Science and Exploration

Jupiter’s Great Red Spot

By Keith Cowing
Press Release
March 26, 2019
Filed under ,
Jupiter’s Great Red Spot
Jupiter - and Earth
NASA/JPL/SWRI/Kevin M. Gill

This striking view of Jupiter’s Great Red Spot and turbulent southern hemisphere was captured by NASA’s Juno spacecraft as it performed a close pass of the gas giant planet.
Juno took the three images used to produce this color-enhanced view on Feb. 12, 2019, between 9:59 a.m. PST (12:59 p.m. EST) and 10:39 a.m. PST (1:39 p.m. EST), as the spacecraft performed its 17th science pass of Jupiter. At the time the images were taken, the spacecraft was between 16,700 miles (26,900 kilometers) and 59,300 miles (95,400 kilometers) above Jupiter’s cloud tops, above a southern latitude spanning from about 40 to 74 degrees.
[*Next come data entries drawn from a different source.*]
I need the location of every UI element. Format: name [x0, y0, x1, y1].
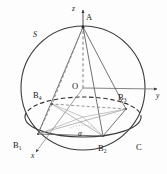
base-circle-label-c: C — [136, 143, 142, 152]
vertex-dot-b4 — [51, 103, 53, 105]
vertex-label-b3-base: B — [118, 92, 124, 102]
vertex-label-b1: B1 — [13, 141, 21, 150]
vertex-label-b4-base: B — [33, 90, 39, 100]
axis-y-label: y — [156, 92, 159, 100]
edge-a-b4 — [52, 27, 83, 104]
vertex-dot-b2 — [102, 135, 104, 137]
vertex-dot-b3 — [125, 108, 127, 110]
vertex-label-b2: B2 — [98, 144, 106, 153]
diagonal-b1-b3 — [38, 109, 126, 134]
vertex-dot-b1 — [37, 133, 39, 135]
radius-center-b3 — [83, 109, 126, 117]
center-label-o: O — [72, 82, 78, 91]
axis-z-label: z — [72, 5, 75, 13]
apex-label-a: A — [86, 13, 92, 22]
vertex-label-b4: B4 — [33, 91, 41, 100]
vertex-label-b2-base: B — [98, 143, 104, 153]
angle-label-alpha: α — [78, 130, 82, 138]
vertex-label-b1-base: B — [13, 140, 19, 150]
geometry-figure: z A S O y B4 B3 α B1 B2 x C — [0, 0, 167, 174]
edge-b3-b4 — [52, 104, 126, 109]
axis-x-label: x — [31, 152, 34, 160]
sphere-label-s: S — [33, 31, 37, 39]
vertex-label-b3: B3 — [118, 93, 126, 102]
vertex-dot-apex — [82, 26, 85, 29]
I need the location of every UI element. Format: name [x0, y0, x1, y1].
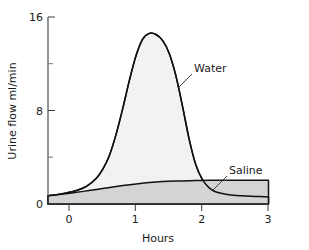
y-tick-label-0: 0 — [36, 198, 43, 211]
x-axis-title: Hours — [142, 232, 174, 245]
x-tick-label-3: 3 — [265, 213, 272, 226]
chart-plot-area: 16 8 0 0 1 2 3 Hours Urine flow ml/min W… — [0, 0, 309, 250]
series-label-water: Water — [194, 62, 227, 75]
y-tick-label-8: 8 — [36, 105, 43, 118]
x-tick-label-1: 1 — [132, 213, 139, 226]
series-label-saline: Saline — [229, 164, 263, 177]
series-area-water — [48, 33, 269, 204]
y-axis-title: Urine flow ml/min — [6, 62, 19, 159]
y-tick-label-16: 16 — [29, 11, 43, 24]
x-tick-label-0: 0 — [66, 213, 73, 226]
water-leader-line — [178, 74, 192, 88]
x-tick-label-2: 2 — [198, 213, 205, 226]
urine-flow-chart-figure: 16 8 0 0 1 2 3 Hours Urine flow ml/min W… — [0, 0, 309, 250]
series-area-saline — [48, 180, 269, 204]
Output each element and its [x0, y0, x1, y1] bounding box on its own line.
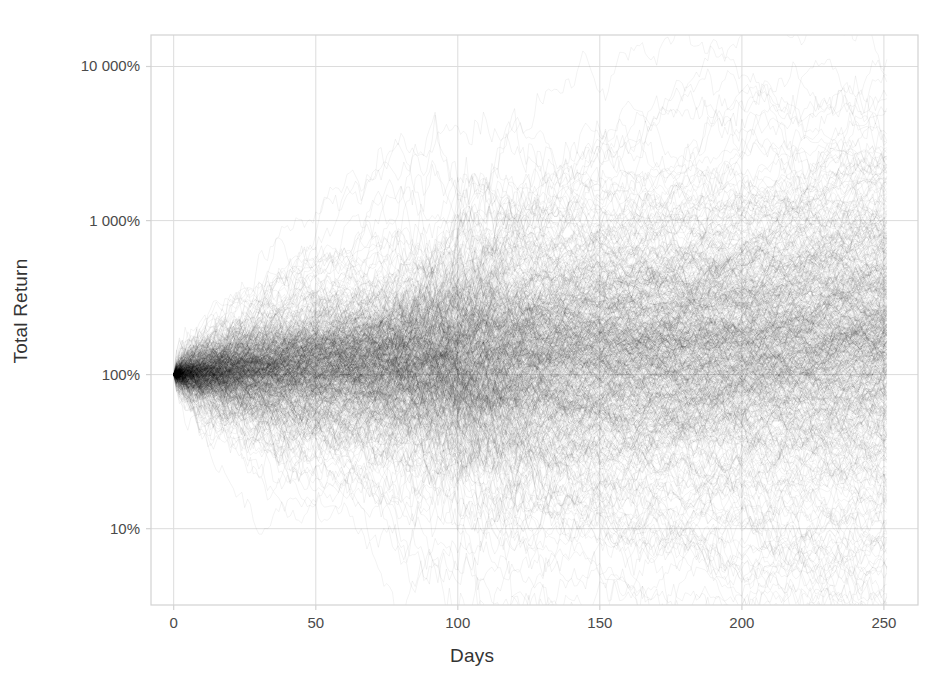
- x-tick-label: 0: [134, 614, 214, 631]
- x-tick-label: 200: [702, 614, 782, 631]
- simulation-paths: [174, 23, 887, 616]
- x-tick-label: 150: [560, 614, 640, 631]
- plot-canvas: [0, 0, 952, 683]
- x-tick-label: 250: [844, 614, 924, 631]
- x-tick-label: 100: [418, 614, 498, 631]
- y-tick-label: 1 000%: [36, 212, 140, 229]
- chart-figure: Total Return Days 10 000%1 000%100%10% 0…: [0, 0, 952, 683]
- y-tick-label: 10 000%: [36, 57, 140, 74]
- x-tick-label: 50: [276, 614, 356, 631]
- y-axis-title: Total Return: [10, 246, 32, 376]
- x-axis-title: Days: [450, 645, 494, 667]
- y-tick-label: 100%: [36, 366, 140, 383]
- y-tick-label: 10%: [36, 520, 140, 537]
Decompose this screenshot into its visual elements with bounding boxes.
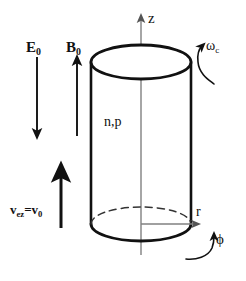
electric-field-subscript: 0 <box>36 46 41 57</box>
curved-arrow-icon <box>186 236 214 259</box>
velocity-subscript-2: 0 <box>38 209 42 219</box>
phi-axis-label-text: ϕ <box>216 231 224 247</box>
z-axis-label-text: z <box>148 10 155 26</box>
drift-velocity-label: vez=v0 <box>10 203 42 218</box>
electric-field-symbol: E <box>26 39 36 55</box>
phi-rotation-arrow <box>186 236 214 259</box>
cylinder-top-rim <box>91 45 191 79</box>
carrier-density-text: n,p <box>104 114 122 129</box>
z-axis-label: z <box>148 11 155 26</box>
cyclotron-frequency-symbol: ω <box>206 38 215 53</box>
physics-diagram-figure: z E0 B0 ωc n,p vez=v0 r ϕ <box>0 0 246 281</box>
electric-field-label: E0 <box>26 40 41 57</box>
velocity-subscript: ez <box>17 209 25 219</box>
magnetic-field-symbol: B <box>66 39 76 55</box>
r-axis-label-text: r <box>196 204 201 219</box>
magnetic-field-label: B0 <box>66 40 81 57</box>
magnetic-field-subscript: 0 <box>76 46 81 57</box>
velocity-equals: = <box>24 202 31 217</box>
cyclotron-frequency-subscript: c <box>215 45 219 55</box>
r-axis-label: r <box>196 205 201 219</box>
carrier-density-label: n,p <box>104 115 122 129</box>
phi-axis-label: ϕ <box>216 232 224 247</box>
cyclotron-frequency-label: ωc <box>206 39 219 55</box>
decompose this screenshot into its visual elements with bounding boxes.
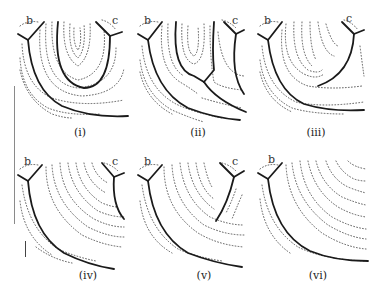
panel-i-drawing [12,4,137,129]
panel-caption: (ii) [178,126,218,139]
panel-vi-drawing [252,149,369,274]
panel-i: b c (i) [12,4,137,149]
panel-caption: (i) [60,126,100,139]
panel-v-drawing [132,149,257,274]
panel-iv-drawing [12,149,137,274]
panel-caption: (vi) [298,269,338,282]
panel-caption: (iv) [68,269,108,282]
panel-iv: b c (iv) [12,149,137,290]
panel-caption: (v) [184,269,224,282]
panel-iii: b c (iii) [252,4,369,149]
panel-caption: (iii) [296,126,336,139]
panel-iii-drawing [252,4,369,129]
panel-ii-drawing [132,4,257,129]
panel-vi: b (vi) [252,149,369,290]
panel-ii: b c (ii) [132,4,257,149]
panel-v: b c (v) [132,149,257,290]
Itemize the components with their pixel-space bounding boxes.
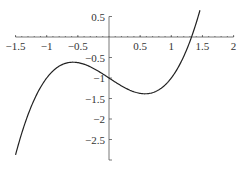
- y-tick-label: −2.5: [85, 134, 105, 146]
- x-tick-label: 1.5: [196, 40, 210, 52]
- x-tick-label: −1.5: [6, 40, 26, 52]
- y-tick-label: −2: [93, 113, 105, 125]
- function-plot: −1.5−1−0.50.511.520.5−0.5−1−1.5−2−2.5: [0, 0, 245, 181]
- x-tick-label: −0.5: [68, 40, 88, 52]
- x-tick-label: 2: [231, 40, 237, 52]
- y-tick-label: −0.5: [85, 52, 105, 64]
- tick-labels: −1.5−1−0.50.511.520.5−0.5−1−1.5−2−2.5: [6, 11, 237, 146]
- x-tick-label: −1: [41, 40, 53, 52]
- y-tick-label: −1.5: [85, 93, 105, 105]
- y-tick-label: 0.5: [91, 11, 105, 23]
- x-tick-label: 1: [169, 40, 175, 52]
- curve-line: [16, 10, 200, 155]
- x-tick-label: 0.5: [133, 40, 147, 52]
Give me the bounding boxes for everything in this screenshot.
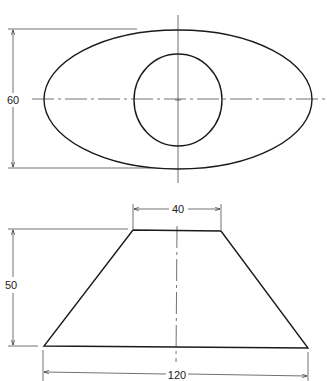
front-view: 40 50 120 <box>5 203 308 381</box>
dim-120-label: 120 <box>168 369 186 381</box>
dim-120-line-right <box>188 374 307 376</box>
dim-120-line-left <box>44 372 166 374</box>
top-view: 60 <box>7 15 327 183</box>
front-vertical-centerline <box>176 226 177 362</box>
dim-40-label: 40 <box>172 203 184 215</box>
dim-50-label: 50 <box>5 279 17 291</box>
engineering-drawing: 60 40 50 120 <box>0 0 327 381</box>
dim-60-label: 60 <box>7 94 19 106</box>
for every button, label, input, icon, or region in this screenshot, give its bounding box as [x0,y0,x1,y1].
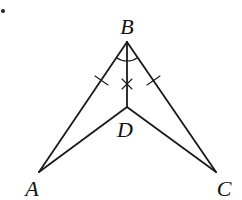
segment-ba [39,42,127,172]
segment-da [39,107,127,172]
vertex-label-b: B [120,16,133,38]
angle-arc-dbc [127,58,138,61]
angle-arc-abd [116,58,127,61]
vertex-label-d: D [117,119,133,141]
vertex-label-a: A [25,178,38,200]
segment-dc [127,107,216,172]
vertex-label-c: C [217,178,232,200]
tick-mark-ba [95,76,108,85]
segment-bc [127,42,216,172]
tick-mark-bc [147,76,160,85]
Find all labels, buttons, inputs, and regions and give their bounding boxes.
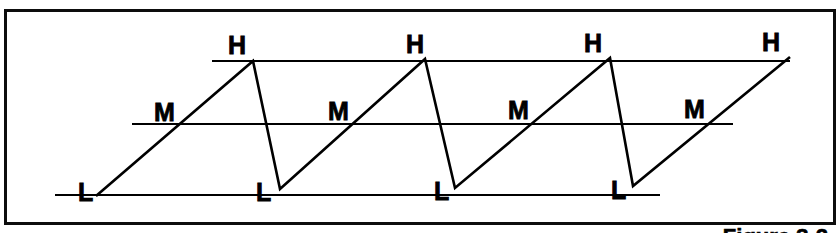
waveform-group — [96, 57, 790, 196]
figure-container: LMHLMHLMHLMH Figure 3-2 — [0, 0, 840, 233]
label-m-0: M — [154, 100, 175, 125]
figure-caption: Figure 3-2 — [723, 224, 828, 233]
label-m-3: M — [684, 97, 705, 122]
label-h-0: H — [228, 33, 246, 58]
label-m-1: M — [328, 99, 349, 124]
label-l-2: L — [434, 179, 449, 204]
label-h-3: H — [762, 30, 780, 55]
level-reference-lines — [55, 61, 790, 195]
label-m-2: M — [508, 98, 529, 123]
label-l-3: L — [611, 178, 626, 203]
label-h-2: H — [584, 31, 602, 56]
sawtooth-waveform-line — [96, 57, 790, 196]
label-l-1: L — [256, 180, 271, 205]
label-l-0: L — [78, 180, 93, 205]
label-h-1: H — [406, 32, 424, 57]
Citizen scientist Kevin M. Gill created this image using data from the spacecraft’s JunoCam imager.

JunoCam’s raw images are available at www.missionjuno.swri.edu/junocam for the public to peruse and process into image products.

More information about Juno is online at http://www.nasa.gov/juno and http://missionjuno.swri.edu.

SpaceRef co-founder, Explorers Club Fellow, ex-NASA, Away Teams, Journalist, Space & Astrobiology, Lapsed climber.